If your post meets the following criteria, it's welcome here!

  1. Open-ended question
  2. Not offensive: at this point, we do not have the bandwidth to moderate overtly political discussions. Assume best intent and be excellent to each other.
  3. Not regarding using or support for Lemmy: context, see the list of support communities and tools for finding communities below
  4. Not ad nauseam inducing: please make sure it is a question that would be new to most members
  5. An actual topic of discussion

Looking for support?

Looking for a community?

~Icon~ ~by~ ~@Double_A@discuss.tchncs.de~

founded 5 years ago
MODERATORS
 

A lot of questions on here are aimed at the reddit users experiences, but I've been wondering what the older users thought of his move. Are there any reddit cultures you are hoping do not come with the users? Are you confident or fearful of the growth coming from the reddit community? I'm curious how the reddit influx is changing these communities either for better or for worse.

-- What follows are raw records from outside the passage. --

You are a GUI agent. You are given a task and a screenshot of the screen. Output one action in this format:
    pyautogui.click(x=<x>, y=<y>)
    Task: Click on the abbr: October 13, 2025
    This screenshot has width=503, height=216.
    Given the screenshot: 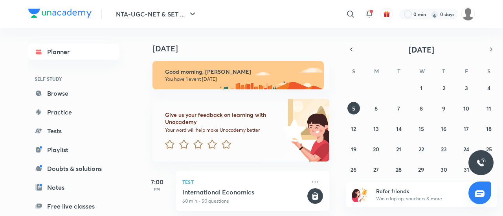 What is the action you would take?
    pyautogui.click(x=376, y=129)
     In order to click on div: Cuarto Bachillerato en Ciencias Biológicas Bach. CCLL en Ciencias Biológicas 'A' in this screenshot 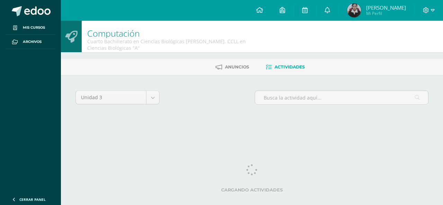, I will do `click(176, 45)`.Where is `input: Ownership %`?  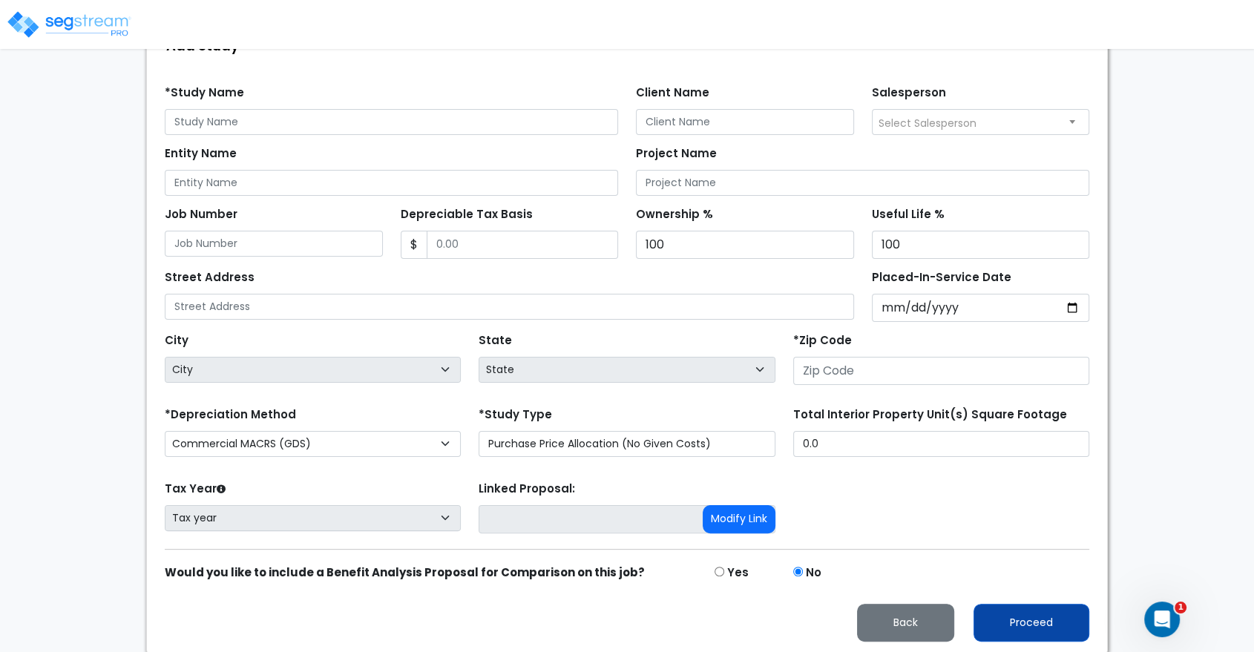 input: Ownership % is located at coordinates (745, 245). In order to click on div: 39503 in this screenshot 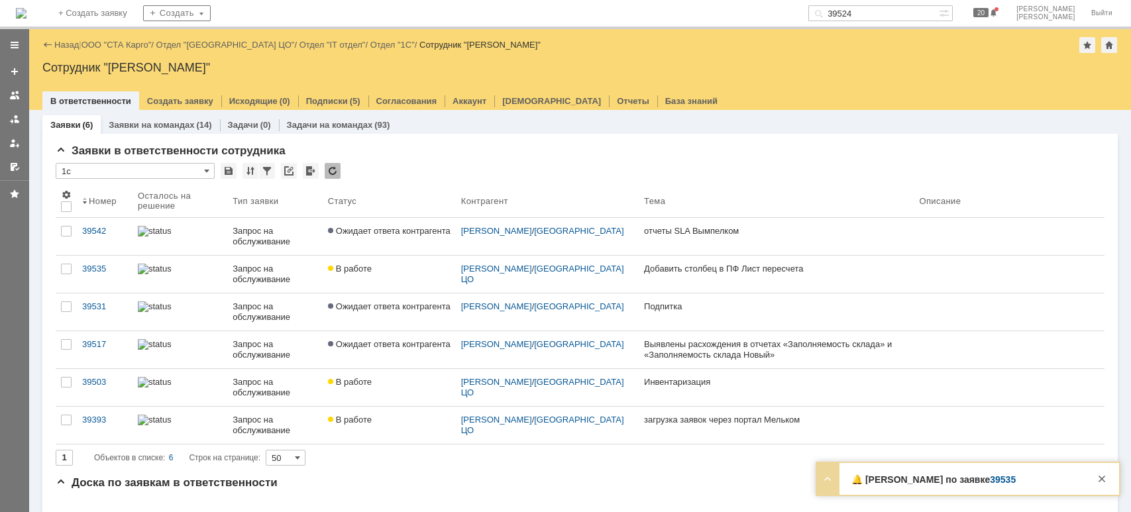, I will do `click(105, 382)`.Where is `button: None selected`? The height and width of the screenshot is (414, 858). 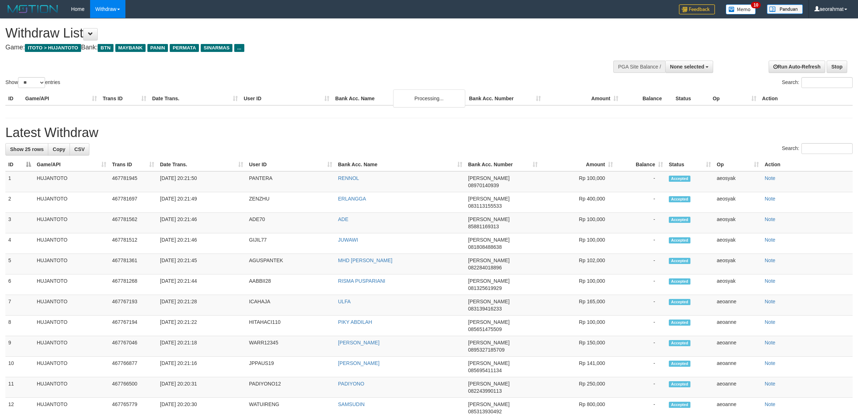 button: None selected is located at coordinates (689, 67).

you are viewing a single comment's thread
view the rest of the comments
[โ€“] HarvesterOfEyes@lemmy.ml 4 points 1 year ago* (last edited 1 year ago)

Originally, like someone said, it was a derogatory term for supporters of Khrushchev military intervention against a revolt in Hungary in 1956.

It is also used to pejoratively refer to a supporter of some leftist regimes, such as that of Stalin's USSR, China, and North Korea (also Pol Pot's Cambodia, probably). Are also a supporter of Putin's Russia and its invasion of Ukraine.

Take of it what you will.

EDIT: One could even argue how leftist they even were/are. Or if it was only when it suited them.